In a candid appearance on the Raw & Unscripted: KSU Podcast, LeadVenture President and CEO Tim MacDonald addressed service failures, infrastructure investments, and the strategic priorities Dealer Spike is executing in 2026.

There aren’t many CEOs in this industry who will sit across from two powersports veterans — one of whom has publicly criticized their company — and acknowledge, on the record, that the business fell short. Tim MacDonald did exactly that.
In a March 2026 episode of Raw & Unscripted: KSU, hosted by Mark Sheffield and Kyle Reid, President and CEO Tim MacDonald discussed Dealer Spike’s service challenges, its current strategic reset, and the company’s product and technology direction. The full interview is available on YouTube and is worth listening to in full.
Acknowledged Gaps
MacDonald spoke directly about challenges across the prior 18 months: organizational restructuring that disrupted service continuity, slow response times, and a product roadmap that had prioritized new feature development over improving existing functionality.
“I would have focused less on developing new products and more on making it much easier to use what we already had.”
— Tim MacDonald, LeadVenture President & CEO
The company reports hiring approximately 300 people since mid-2024 to rebuild support and account management capacity. According to MacDonald, turnaround times are improving, and account management consistency is stabilizing. A formal relaunch — including public commitments on responsiveness and uptime — is planned for Q3 2026. MacDonald stated that no commitments will be announced until the company is confident it can meet them.
Reduced Scope, Deeper Execution
Input collected from 20 dealer groups and advisory councils has consistently pointed to the same priority: improve what exists before adding to it. In 2025, Dealer Spike shipped approximately 15 new products; in 2026, that number is expected to be one or two. The majority of engineering and product resources are being redirected toward ease of use, support speed, and account management consistency.
Current Deployments
Several AI-based tools are currently live or in active development. An internal AI triage system pre-diagnoses technical support cases prior to human review, which the company reports has meaningfully reduced resolution time. An AI-powered inventory matching tool has achieved approximately a 95% automatic match rate against OEM data, reducing manual unit entry.
A third tool — an AI Product Expert widget, currently available to dealers at no cost — allows consumers to ask detailed questions about vehicles directly on a dealership’s website, keeping shoppers engaged without leaving the page.
MacDonald also described a longer-term roadmap in which AI agents are deployed on a per-dealer basis to proactively audit configurations and surface potential issues before they require a support call.
Dealer & OEM Relationships: Data Protection Policy
Dealer Spike’s platform supports more than 300 OEMs across inventory management, syndication, co-op eligibility, SEO, and digital marketing. The company’s internal data indicates that 40% of dealers who cancel ultimately return — a figure MacDonald referenced as evidence of the platform’s functional depth relative to alternatives.
On data sharing, MacDonald drew a clear and unambiguous line: dealer data will not be shared with OEMs without explicit dealer consent. On the broader question of OEM relationships, he was equally direct:
I will tell any OEM we meet we are never going to do anything that doesn’t also benefit the dealers, and we are certainly never going to do anything that would in any way, shape, or form possibly hurt the dealers.
— Tim MacDonald
You can go fast alone, or you can go far together.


Scan the entries for lines with the word "Discover", then copy those lines.

Material supplied:

-=-=-=-=-

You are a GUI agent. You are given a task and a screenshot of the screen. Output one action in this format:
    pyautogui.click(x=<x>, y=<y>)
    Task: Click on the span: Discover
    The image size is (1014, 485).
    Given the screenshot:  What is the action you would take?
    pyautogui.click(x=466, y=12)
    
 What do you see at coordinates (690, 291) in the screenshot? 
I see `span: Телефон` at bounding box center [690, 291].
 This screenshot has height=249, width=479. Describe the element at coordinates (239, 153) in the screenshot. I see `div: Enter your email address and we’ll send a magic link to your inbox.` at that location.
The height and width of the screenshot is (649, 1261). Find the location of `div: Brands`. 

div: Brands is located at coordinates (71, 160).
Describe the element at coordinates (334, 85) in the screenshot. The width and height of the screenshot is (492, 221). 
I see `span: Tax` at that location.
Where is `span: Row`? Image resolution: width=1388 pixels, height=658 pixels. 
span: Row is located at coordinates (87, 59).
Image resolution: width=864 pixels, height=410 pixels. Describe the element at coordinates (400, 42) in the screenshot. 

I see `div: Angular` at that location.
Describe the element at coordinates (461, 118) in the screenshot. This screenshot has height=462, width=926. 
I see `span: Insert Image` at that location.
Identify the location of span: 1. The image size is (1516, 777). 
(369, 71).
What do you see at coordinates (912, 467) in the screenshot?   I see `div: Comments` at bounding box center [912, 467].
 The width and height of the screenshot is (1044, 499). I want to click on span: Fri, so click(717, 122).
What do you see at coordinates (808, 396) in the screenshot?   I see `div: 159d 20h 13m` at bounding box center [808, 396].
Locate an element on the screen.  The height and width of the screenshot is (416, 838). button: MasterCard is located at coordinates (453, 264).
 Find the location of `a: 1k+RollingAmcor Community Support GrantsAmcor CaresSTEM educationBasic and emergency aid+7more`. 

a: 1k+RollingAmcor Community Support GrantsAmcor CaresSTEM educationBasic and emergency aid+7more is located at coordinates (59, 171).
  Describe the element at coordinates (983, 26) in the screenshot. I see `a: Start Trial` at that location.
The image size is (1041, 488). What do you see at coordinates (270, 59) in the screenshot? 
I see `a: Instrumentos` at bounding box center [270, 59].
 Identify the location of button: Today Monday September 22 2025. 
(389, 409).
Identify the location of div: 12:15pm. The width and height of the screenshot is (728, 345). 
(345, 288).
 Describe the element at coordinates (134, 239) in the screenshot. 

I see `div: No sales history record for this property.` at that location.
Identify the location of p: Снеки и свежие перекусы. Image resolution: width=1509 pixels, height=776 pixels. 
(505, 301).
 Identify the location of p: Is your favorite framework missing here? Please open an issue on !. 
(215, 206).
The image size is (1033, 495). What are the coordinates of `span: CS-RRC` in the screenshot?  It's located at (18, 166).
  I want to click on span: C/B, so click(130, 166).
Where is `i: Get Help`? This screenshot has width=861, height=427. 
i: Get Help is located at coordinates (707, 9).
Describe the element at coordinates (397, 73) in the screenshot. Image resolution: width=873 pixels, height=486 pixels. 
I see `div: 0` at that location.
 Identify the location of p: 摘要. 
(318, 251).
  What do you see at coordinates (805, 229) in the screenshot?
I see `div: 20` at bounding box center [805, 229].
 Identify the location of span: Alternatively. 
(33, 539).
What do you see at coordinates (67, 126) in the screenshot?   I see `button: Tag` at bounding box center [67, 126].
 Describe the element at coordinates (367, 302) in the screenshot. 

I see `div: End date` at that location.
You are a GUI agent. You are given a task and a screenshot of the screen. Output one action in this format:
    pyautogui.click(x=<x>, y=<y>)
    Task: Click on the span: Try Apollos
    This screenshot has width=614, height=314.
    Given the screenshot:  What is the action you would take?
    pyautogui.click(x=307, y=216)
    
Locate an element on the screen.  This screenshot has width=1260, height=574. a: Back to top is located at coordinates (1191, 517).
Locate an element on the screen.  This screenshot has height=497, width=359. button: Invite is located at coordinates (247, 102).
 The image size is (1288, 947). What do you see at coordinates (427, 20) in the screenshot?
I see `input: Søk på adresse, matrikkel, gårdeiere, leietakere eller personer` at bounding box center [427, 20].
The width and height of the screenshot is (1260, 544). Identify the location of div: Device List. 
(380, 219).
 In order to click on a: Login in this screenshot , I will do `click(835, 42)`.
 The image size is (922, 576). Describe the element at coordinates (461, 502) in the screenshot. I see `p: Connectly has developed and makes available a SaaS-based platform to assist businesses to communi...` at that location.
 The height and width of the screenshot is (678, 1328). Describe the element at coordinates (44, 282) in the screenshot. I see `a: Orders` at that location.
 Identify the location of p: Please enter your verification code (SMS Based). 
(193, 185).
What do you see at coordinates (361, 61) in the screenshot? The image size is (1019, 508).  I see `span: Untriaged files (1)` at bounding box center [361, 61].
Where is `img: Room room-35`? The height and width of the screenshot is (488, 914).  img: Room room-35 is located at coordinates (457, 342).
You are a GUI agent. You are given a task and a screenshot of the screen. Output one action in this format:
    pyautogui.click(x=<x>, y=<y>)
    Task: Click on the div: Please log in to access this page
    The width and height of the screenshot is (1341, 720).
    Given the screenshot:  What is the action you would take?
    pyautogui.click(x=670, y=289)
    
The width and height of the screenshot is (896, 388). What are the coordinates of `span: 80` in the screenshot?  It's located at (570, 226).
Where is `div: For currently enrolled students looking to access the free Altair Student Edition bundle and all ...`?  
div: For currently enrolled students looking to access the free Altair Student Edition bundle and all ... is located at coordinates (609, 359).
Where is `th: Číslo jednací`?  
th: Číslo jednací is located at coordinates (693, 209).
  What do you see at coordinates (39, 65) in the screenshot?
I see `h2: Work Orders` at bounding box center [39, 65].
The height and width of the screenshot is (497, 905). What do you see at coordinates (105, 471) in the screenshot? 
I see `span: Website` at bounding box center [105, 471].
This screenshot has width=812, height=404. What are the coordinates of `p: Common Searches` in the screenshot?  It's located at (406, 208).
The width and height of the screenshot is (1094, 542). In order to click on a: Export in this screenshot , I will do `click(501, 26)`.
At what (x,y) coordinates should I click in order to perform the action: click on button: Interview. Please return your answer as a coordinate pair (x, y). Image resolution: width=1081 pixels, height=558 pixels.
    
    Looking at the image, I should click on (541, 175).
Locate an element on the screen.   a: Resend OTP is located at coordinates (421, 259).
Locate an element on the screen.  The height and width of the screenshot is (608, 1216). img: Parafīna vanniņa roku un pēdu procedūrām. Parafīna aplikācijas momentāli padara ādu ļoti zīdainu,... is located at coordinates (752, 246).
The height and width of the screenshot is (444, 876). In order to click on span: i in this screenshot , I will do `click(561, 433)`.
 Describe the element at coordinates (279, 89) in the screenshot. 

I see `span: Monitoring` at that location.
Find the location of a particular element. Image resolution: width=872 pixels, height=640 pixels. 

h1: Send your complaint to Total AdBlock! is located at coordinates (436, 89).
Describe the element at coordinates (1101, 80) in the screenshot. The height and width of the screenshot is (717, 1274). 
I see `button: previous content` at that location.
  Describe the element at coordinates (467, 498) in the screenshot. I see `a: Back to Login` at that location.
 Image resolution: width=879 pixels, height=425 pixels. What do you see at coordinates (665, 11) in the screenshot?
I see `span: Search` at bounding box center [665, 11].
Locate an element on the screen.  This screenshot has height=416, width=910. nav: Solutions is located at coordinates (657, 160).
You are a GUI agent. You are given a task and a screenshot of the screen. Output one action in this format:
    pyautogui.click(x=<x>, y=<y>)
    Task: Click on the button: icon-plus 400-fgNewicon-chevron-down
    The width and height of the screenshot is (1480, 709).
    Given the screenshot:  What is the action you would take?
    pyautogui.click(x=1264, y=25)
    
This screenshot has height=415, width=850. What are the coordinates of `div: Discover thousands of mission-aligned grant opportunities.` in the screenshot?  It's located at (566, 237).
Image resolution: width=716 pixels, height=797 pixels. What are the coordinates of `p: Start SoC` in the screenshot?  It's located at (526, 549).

-=-=-=-=-

Answer for this exercise:
    Task: Click on the span: Discover
This screenshot has height=415, width=850. What are the coordinates of `div: Discover thousands of mission-aligned grant opportunities.` in the screenshot?  It's located at (566, 237).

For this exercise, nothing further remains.